Task statement >>
Your answer should be only the lines below from the one with "You are a GUI" to the one with "The width and height of the screenshot is (800, 479).", repeated exactly, ends included.

Records supplied >>
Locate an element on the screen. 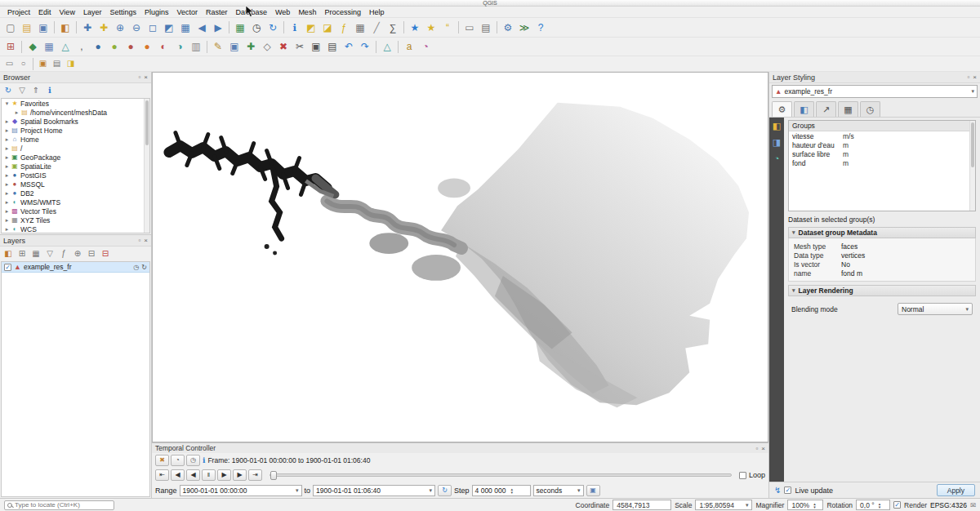 The height and width of the screenshot is (511, 980). render-checkbox: ✓ is located at coordinates (897, 504).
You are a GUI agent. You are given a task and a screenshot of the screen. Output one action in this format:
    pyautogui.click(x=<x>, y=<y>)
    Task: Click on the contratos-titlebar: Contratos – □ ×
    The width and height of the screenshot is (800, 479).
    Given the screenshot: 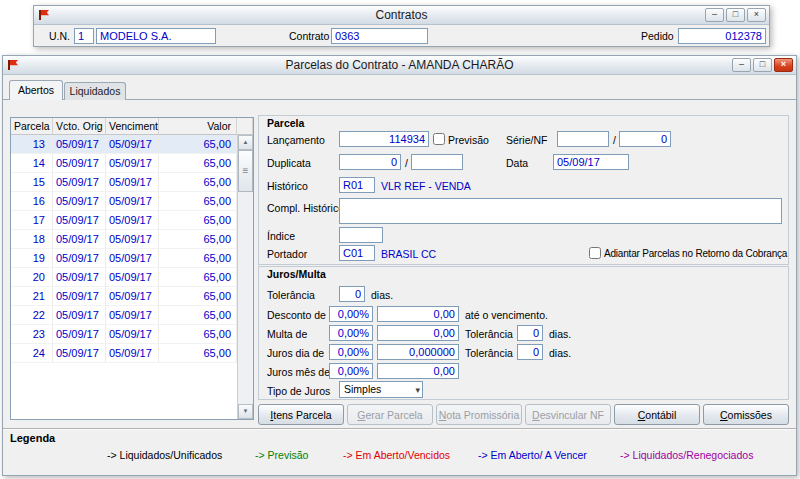 What is the action you would take?
    pyautogui.click(x=402, y=16)
    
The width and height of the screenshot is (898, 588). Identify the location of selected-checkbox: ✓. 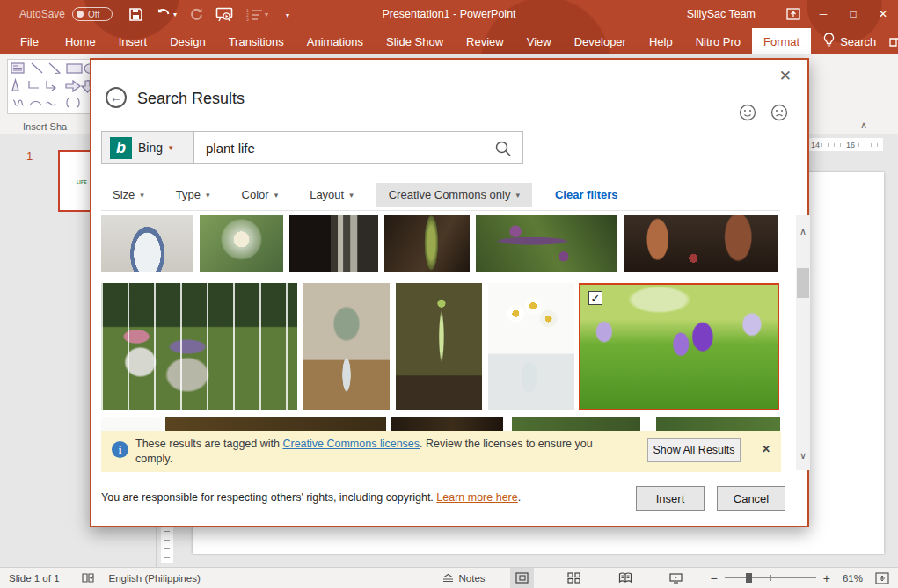
(595, 298).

Result for this exercise >>
You are a GUI agent. You are given a task and a screenshot of the screen. Output one action in this format:
    pyautogui.click(x=<x>, y=<y>)
    Task: Click on the contratos-titlebar: Contratos – □ ×
    The width and height of the screenshot is (800, 479).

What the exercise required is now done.